-- Exercise requirements --
Each record should be copied exactly into the answer, and no picture should go with it.

-- Exercise data --
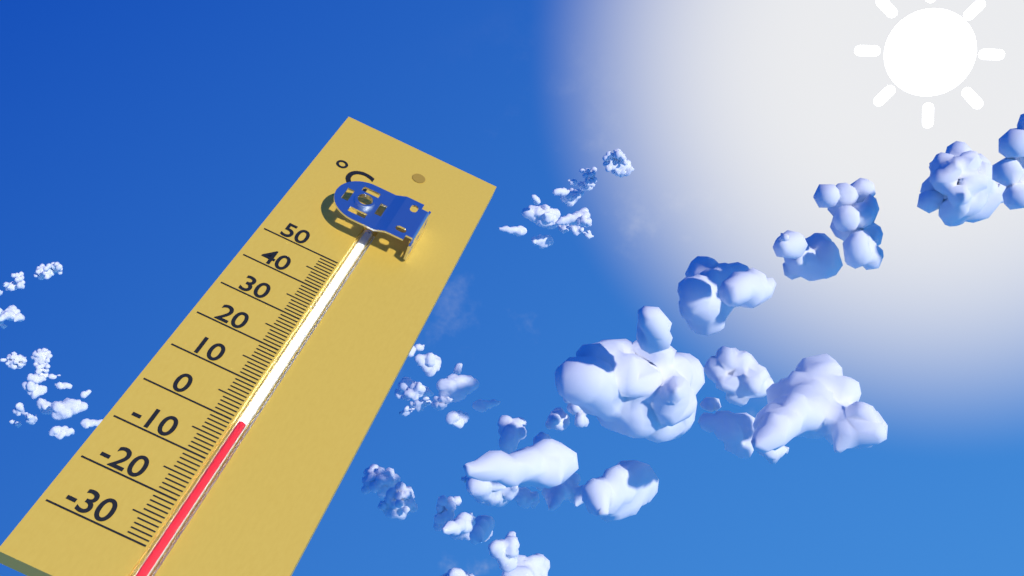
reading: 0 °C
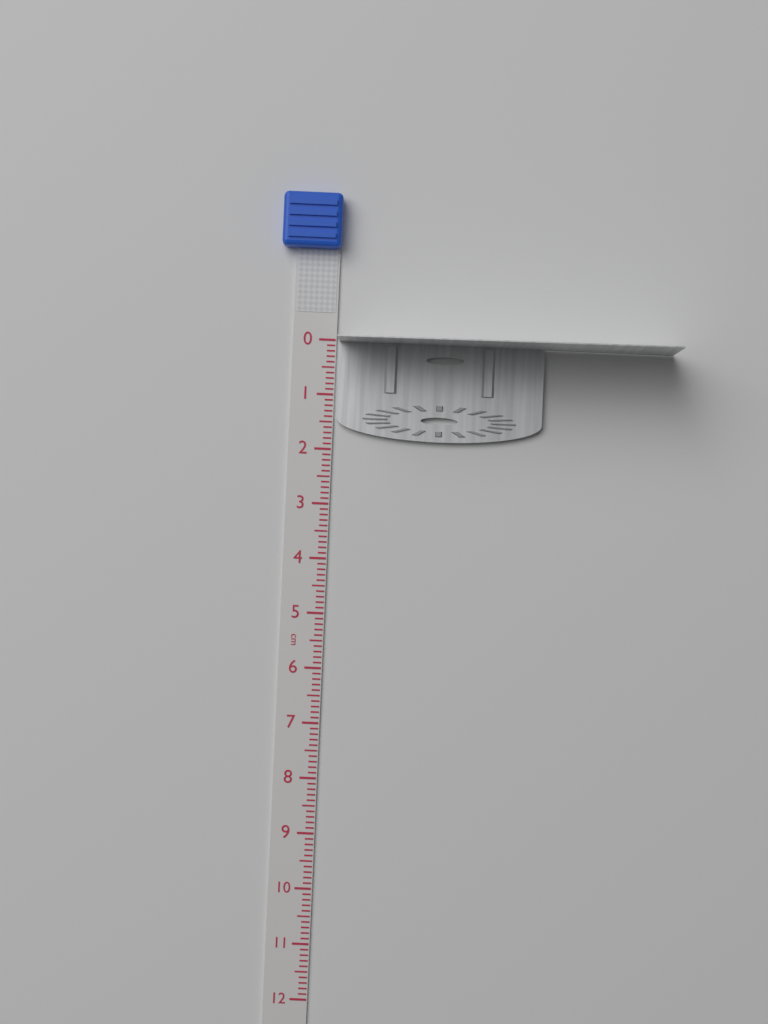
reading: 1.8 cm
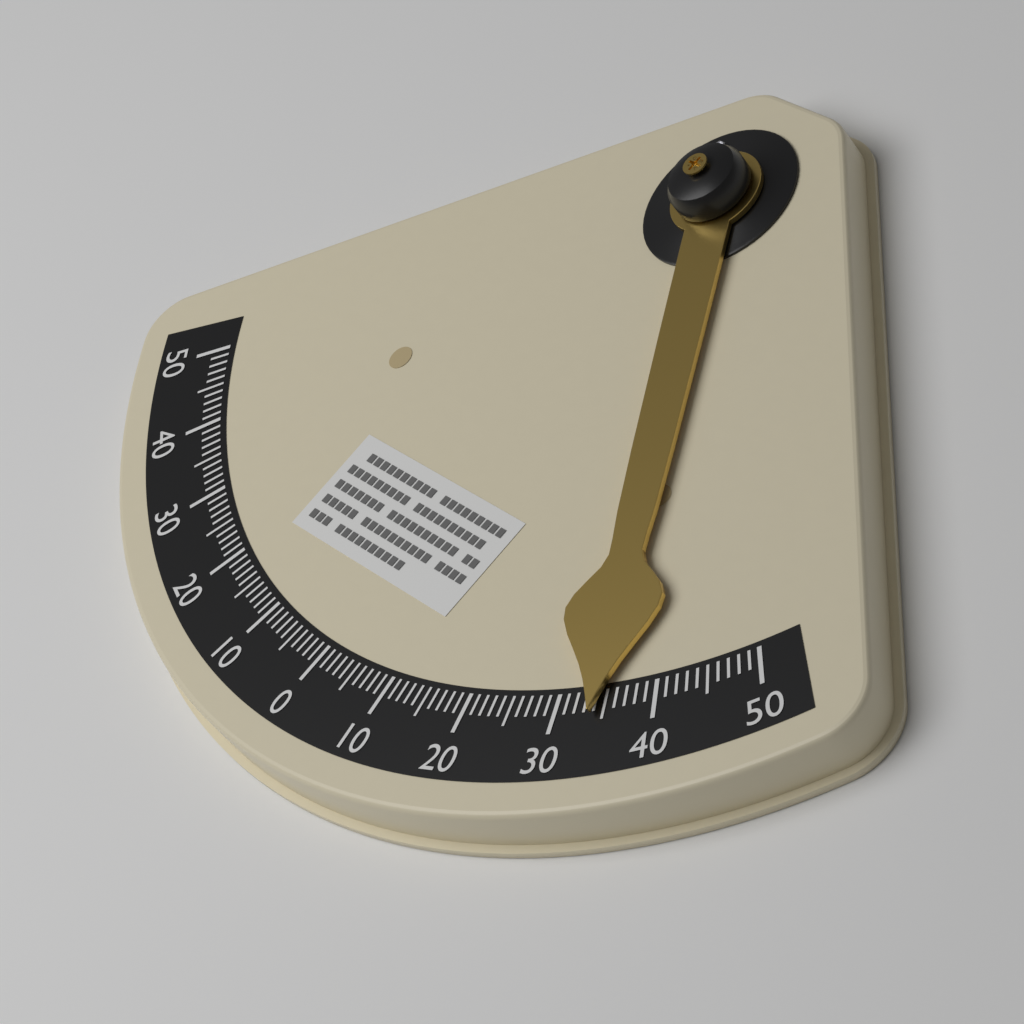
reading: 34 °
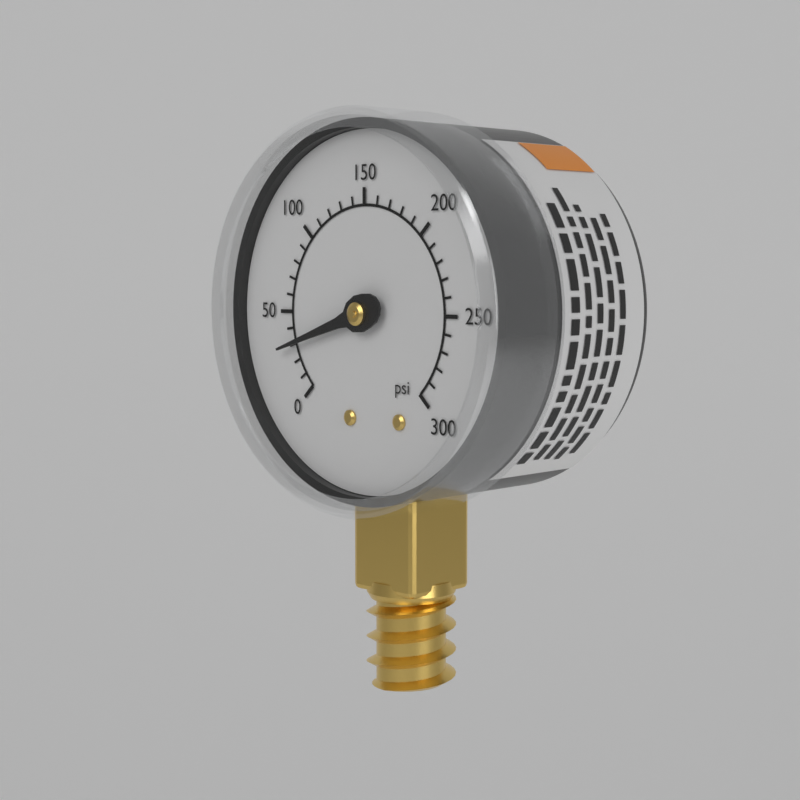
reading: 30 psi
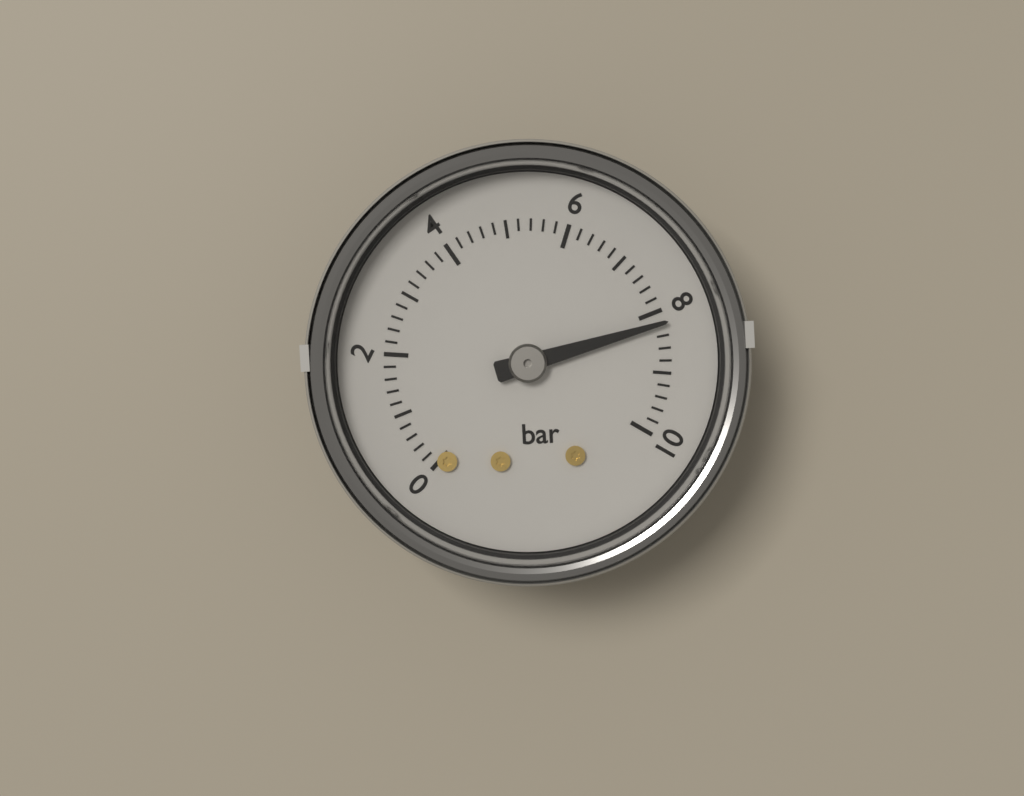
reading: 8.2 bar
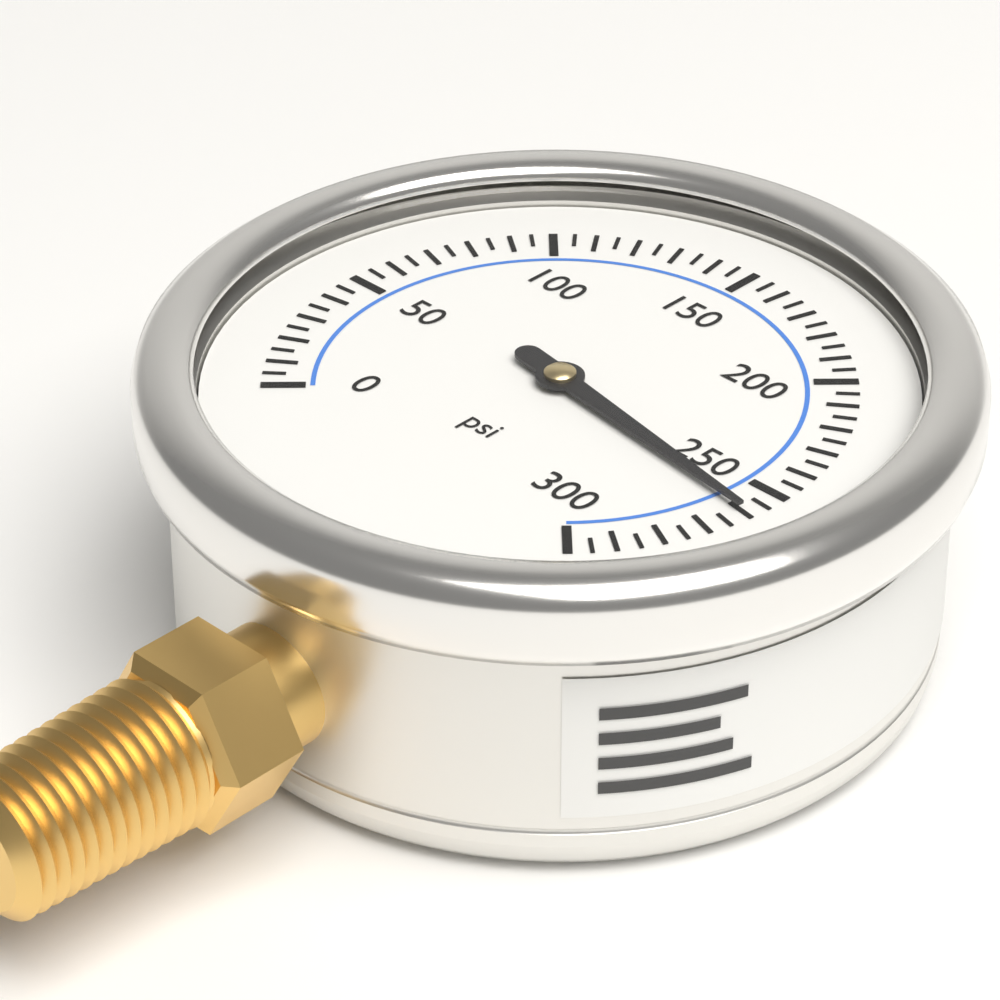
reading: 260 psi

-- The answer --
reading: 0 °C
reading: 1.8 cm
reading: 34 °
reading: 30 psi
reading: 8.2 bar
reading: 260 psi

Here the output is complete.